The Seattle Mariners hitters are setting a new standard in Major League Baseball—one that the team surely does not want.
Through 101 games, the team’s offense has been nothing short of offensive. A .218 team Batting Average, the worst in the league. A .299 team On-Base Percentage, tied for third worst, despite the team being seventh for drawn walks. A league-worst 1,038 strikeouts as a team, averaging over ten per game. They are on pace for over 1,600 strikeouts this season, which would shatter the record held by the 2021 Chicago Cubs. Cal Raleigh, Julio Rodriguez, Mitch Garver, Mitch Haniger, and Luke Raley have almost as many strikeouts between them as the San Diego Padres do as a team.
Rodriguez, at least, is starting to pull his season up from the nosedive. After hitting just .206 in June, he has rallied to hit .375 in July, pulling his season average up to a team-best .263. Raleigh has become a three-true outcome hitter: striking out, walking, or homering in half his plate appearances. While his 20 home runs lead the team, his .209 batting average is not doing them any favors. Garver has been almost as extreme. In 326 plate appearances, Garver has 100 strikeouts, 12 home runs, and a team-high 42 walks. His On-Base Percentage is over a hundred points higher than his .170 batting average.
Reinforcements from the minor leagues have not improved matters much. Jonatan Clase, Seby Zavala, and Sam Haggerty have all hit below .200 in their limited time with the major league squad. Ryan Bliss has not been much better, hitting .220. First baseman Jason Vosler is hitting well at AAA Tacoma, but his 85 strikeouts in just 350 at-bats are concerning. But first base is a hole, especially after the team non-tendered former All-Star Ty France, ending his four-plus seasons with the team that saw his average drop yearly. Top prospects Cole Young and Harry Ford are still in Double-A ball.
Oddly, advanced metrics are not as low on the team. Despite the waves of strikeouts, the team is fourth best in the league at not chasing pitchers outside the zone (chasing on just 26.3 percent). Their overall swing percentage is also in the top ten, indicating the team is not just swinging at bad pitches. Their swing percentage on balls centered in the strike zone (80.2 percent) is fifth-best as well. The team has the second-highest rate of solid contact (7.4 percent). The percentage of balls considered “hard hit” is third-best in the league (42.1 percent).
The whole picture ends up looking fuzzy. The hitters are patient, swinging to balls in the zone and avoiding chasing bad balls. Yet the contact simply is not there. How much of it is the hitter not finding solid contact, and how much is the batter being unlucky? This is a guessing game. That said, the team is hitting so poorly that luck alone is not a factor.
Whatever the reason may be, the Mariners are sinking fast, and the bats are making for poor paddles.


_Exercise directions_: The lines from the first line of the entries through the line containing "What do you see at coordinates (130, 53)" are to be repeated exactly, with both of those lines included.

===== Input data

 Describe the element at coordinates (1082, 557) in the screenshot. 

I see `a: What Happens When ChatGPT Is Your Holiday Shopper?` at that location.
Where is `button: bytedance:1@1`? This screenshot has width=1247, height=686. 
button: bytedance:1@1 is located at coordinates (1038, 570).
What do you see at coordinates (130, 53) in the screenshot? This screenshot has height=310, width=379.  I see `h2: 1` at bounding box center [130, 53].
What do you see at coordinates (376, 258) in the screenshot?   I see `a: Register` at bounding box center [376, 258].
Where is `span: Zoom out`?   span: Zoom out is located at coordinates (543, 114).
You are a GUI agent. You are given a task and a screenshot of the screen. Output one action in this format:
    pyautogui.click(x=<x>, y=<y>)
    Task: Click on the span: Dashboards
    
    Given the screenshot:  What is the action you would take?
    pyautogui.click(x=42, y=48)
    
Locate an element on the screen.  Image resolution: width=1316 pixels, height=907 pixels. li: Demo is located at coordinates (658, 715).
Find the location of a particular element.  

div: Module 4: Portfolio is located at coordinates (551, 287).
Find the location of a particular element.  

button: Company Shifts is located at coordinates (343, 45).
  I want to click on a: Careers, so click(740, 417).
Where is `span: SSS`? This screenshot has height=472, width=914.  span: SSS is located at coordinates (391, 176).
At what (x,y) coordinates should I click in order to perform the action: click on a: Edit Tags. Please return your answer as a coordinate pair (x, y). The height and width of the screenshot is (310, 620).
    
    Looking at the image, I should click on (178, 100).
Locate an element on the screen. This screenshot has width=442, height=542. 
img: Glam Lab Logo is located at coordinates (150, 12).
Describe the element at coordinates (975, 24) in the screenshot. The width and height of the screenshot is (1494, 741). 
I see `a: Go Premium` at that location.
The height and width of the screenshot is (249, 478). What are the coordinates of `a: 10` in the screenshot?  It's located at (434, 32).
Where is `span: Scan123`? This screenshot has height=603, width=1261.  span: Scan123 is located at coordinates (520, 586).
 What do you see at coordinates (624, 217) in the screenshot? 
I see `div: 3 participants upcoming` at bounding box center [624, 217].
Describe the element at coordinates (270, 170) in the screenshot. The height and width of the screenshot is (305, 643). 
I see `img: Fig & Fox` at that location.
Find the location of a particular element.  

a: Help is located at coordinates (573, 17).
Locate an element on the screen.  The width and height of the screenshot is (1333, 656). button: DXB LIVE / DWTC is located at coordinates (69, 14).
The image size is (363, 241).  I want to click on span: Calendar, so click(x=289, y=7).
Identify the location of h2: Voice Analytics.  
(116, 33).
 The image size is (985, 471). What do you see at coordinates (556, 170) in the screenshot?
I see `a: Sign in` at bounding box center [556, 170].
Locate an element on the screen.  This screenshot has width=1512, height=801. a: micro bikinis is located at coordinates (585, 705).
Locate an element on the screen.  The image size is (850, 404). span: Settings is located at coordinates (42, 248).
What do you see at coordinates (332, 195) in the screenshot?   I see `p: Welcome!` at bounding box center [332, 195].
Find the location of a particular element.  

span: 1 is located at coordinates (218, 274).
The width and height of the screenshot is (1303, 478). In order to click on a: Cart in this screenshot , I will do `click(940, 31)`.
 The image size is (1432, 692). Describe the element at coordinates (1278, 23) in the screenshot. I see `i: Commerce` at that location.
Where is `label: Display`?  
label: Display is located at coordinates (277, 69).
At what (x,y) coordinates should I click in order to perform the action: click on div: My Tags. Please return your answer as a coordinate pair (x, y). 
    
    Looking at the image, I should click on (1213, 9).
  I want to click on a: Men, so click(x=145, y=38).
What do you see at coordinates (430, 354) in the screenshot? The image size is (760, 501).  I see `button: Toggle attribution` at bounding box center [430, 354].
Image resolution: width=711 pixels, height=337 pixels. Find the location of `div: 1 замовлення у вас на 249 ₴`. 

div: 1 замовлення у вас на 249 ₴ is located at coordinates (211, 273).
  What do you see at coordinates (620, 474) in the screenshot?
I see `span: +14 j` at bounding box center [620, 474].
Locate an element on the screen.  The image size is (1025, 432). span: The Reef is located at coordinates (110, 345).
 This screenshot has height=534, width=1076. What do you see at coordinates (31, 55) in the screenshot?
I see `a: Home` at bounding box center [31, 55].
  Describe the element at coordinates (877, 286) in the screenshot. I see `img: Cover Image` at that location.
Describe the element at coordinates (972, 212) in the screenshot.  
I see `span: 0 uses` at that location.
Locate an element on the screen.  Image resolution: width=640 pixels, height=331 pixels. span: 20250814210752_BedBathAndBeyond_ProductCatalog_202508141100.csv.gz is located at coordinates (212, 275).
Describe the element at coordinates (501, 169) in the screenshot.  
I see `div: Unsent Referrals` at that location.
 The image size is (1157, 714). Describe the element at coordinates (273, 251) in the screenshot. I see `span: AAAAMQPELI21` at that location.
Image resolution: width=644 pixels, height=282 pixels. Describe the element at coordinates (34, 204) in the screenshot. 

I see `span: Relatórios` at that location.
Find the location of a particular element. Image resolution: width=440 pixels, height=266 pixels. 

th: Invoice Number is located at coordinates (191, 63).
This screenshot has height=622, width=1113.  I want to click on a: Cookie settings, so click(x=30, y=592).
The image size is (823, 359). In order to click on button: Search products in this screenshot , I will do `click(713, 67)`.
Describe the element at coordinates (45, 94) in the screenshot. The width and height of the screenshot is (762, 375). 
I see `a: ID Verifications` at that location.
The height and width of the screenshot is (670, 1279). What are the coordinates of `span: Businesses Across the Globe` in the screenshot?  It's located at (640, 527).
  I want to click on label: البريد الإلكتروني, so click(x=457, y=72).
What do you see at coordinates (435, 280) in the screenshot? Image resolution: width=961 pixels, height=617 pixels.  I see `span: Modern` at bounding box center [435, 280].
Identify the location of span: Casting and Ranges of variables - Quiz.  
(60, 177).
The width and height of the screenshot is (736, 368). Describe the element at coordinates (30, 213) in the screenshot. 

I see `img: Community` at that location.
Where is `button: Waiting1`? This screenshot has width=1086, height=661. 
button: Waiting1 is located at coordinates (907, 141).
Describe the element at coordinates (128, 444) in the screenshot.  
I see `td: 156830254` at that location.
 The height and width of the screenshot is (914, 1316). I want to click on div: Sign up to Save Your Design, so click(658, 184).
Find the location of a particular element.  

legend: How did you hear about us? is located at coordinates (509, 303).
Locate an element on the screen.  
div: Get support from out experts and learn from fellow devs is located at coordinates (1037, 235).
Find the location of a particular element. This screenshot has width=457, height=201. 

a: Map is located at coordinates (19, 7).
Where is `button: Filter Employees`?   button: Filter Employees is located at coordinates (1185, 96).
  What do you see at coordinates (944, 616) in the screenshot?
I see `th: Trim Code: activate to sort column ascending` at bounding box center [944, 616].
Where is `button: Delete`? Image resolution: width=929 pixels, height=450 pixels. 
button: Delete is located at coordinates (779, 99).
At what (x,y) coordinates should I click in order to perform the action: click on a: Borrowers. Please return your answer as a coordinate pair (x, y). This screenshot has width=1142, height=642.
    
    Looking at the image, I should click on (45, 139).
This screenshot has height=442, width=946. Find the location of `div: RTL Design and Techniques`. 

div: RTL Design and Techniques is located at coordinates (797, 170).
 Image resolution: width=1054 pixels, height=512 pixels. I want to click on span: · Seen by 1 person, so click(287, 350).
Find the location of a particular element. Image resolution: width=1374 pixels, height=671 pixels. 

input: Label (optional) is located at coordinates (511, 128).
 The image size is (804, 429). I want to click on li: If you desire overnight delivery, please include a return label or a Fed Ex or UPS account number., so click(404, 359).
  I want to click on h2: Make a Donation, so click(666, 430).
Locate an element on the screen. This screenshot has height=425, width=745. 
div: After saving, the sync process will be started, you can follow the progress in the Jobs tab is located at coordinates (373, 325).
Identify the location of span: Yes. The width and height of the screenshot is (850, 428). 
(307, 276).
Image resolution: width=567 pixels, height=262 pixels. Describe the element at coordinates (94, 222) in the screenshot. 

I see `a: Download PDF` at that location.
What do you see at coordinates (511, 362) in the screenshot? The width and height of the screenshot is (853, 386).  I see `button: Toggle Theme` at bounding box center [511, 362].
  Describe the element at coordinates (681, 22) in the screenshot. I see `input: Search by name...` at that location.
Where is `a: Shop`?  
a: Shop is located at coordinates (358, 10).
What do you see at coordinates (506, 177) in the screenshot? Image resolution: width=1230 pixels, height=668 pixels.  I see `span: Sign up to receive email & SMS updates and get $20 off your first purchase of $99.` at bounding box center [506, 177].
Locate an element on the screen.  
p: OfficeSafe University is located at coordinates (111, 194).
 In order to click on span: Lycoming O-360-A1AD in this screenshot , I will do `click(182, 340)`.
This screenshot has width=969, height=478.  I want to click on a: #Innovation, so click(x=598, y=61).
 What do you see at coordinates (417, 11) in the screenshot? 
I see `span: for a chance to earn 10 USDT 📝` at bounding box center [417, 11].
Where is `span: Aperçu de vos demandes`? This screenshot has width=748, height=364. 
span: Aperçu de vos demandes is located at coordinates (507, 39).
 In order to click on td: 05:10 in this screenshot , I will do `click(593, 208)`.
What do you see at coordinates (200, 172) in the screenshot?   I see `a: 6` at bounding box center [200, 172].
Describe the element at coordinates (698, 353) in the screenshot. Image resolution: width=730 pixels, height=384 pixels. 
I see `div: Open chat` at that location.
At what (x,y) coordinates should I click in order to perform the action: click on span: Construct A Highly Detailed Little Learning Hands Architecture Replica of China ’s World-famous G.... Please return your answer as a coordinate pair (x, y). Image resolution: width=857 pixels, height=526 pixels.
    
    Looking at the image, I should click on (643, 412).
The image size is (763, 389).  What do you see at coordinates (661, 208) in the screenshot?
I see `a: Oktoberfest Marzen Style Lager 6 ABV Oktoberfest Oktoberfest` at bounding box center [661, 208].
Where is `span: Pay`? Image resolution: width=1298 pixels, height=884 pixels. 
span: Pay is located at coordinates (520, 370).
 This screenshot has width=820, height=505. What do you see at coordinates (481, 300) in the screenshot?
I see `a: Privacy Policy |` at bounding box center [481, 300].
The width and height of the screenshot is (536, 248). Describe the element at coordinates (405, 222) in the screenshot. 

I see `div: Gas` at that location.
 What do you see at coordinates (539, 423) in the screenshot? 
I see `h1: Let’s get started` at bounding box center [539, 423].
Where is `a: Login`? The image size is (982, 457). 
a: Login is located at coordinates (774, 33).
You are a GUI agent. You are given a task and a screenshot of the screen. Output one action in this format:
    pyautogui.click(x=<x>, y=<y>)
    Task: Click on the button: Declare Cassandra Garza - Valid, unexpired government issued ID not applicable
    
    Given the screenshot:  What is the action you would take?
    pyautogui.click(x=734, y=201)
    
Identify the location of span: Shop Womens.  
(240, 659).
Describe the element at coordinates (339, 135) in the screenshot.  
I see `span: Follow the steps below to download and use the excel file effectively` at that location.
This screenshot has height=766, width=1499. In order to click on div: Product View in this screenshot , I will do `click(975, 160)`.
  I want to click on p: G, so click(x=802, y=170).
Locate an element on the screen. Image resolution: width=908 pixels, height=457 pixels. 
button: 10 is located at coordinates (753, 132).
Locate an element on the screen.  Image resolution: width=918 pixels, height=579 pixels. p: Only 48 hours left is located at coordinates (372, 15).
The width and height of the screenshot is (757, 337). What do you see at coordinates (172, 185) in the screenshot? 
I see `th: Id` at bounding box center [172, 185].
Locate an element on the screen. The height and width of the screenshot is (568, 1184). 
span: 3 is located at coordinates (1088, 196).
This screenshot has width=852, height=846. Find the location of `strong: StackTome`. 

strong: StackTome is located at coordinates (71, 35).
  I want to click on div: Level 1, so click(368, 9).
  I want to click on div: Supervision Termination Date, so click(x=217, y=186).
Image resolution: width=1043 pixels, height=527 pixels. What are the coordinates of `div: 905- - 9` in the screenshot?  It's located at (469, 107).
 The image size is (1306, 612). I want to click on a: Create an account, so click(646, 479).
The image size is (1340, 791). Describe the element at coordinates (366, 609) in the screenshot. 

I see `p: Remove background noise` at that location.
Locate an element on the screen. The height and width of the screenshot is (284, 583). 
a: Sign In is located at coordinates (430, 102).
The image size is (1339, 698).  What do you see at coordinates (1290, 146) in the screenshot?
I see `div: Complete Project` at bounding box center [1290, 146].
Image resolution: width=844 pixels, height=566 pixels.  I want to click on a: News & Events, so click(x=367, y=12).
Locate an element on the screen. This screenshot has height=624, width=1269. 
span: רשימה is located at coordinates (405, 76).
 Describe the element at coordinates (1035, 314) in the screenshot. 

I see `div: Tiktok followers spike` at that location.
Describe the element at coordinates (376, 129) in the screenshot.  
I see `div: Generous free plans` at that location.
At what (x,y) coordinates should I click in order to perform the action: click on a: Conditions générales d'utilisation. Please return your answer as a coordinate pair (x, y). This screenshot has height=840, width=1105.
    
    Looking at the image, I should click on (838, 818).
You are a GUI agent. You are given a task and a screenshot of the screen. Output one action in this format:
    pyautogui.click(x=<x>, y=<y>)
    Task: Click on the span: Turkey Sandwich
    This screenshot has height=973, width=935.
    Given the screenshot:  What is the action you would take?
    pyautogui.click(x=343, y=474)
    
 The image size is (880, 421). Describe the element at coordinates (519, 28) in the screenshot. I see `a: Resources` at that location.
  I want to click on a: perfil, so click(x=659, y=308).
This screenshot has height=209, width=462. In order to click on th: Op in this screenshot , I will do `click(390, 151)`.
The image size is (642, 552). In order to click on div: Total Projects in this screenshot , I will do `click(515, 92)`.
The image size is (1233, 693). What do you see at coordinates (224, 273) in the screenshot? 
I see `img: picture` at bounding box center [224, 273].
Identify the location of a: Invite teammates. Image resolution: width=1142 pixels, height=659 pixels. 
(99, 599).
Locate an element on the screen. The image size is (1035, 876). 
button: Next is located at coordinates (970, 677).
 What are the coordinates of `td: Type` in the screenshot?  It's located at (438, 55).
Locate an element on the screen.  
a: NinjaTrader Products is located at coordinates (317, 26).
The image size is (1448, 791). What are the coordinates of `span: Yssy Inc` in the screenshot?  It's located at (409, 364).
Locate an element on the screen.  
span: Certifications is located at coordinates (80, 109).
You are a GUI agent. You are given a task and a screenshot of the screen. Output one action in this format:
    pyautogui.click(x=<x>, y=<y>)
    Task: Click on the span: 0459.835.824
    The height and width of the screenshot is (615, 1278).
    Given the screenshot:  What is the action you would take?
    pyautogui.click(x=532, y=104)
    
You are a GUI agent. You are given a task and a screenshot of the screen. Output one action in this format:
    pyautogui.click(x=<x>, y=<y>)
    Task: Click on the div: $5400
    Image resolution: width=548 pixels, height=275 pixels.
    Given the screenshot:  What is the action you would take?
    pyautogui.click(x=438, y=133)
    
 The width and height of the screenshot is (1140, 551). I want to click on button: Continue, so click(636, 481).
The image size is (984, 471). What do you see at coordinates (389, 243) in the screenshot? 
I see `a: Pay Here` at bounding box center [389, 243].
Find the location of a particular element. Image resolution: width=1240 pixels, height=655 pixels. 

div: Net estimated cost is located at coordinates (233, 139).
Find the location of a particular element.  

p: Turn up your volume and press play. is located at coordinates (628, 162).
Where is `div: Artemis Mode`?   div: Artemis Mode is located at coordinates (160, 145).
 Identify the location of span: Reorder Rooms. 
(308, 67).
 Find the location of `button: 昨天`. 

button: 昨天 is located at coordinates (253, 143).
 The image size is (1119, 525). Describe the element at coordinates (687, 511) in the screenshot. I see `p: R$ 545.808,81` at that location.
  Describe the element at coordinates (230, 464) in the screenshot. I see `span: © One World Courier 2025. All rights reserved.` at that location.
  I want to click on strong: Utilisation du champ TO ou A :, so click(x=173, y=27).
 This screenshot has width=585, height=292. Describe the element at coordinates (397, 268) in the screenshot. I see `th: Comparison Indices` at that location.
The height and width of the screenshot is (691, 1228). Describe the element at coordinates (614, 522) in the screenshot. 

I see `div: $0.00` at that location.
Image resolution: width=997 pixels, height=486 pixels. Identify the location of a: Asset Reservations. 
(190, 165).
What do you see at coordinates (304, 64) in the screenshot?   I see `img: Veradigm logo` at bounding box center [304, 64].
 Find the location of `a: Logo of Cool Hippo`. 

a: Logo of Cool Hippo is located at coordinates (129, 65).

==========

_Task output_:
 Describe the element at coordinates (1082, 557) in the screenshot. 

I see `a: What Happens When ChatGPT Is Your Holiday Shopper?` at that location.
Where is `button: bytedance:1@1`? This screenshot has width=1247, height=686. 
button: bytedance:1@1 is located at coordinates (1038, 570).
What do you see at coordinates (130, 53) in the screenshot? This screenshot has height=310, width=379.  I see `h2: 1` at bounding box center [130, 53].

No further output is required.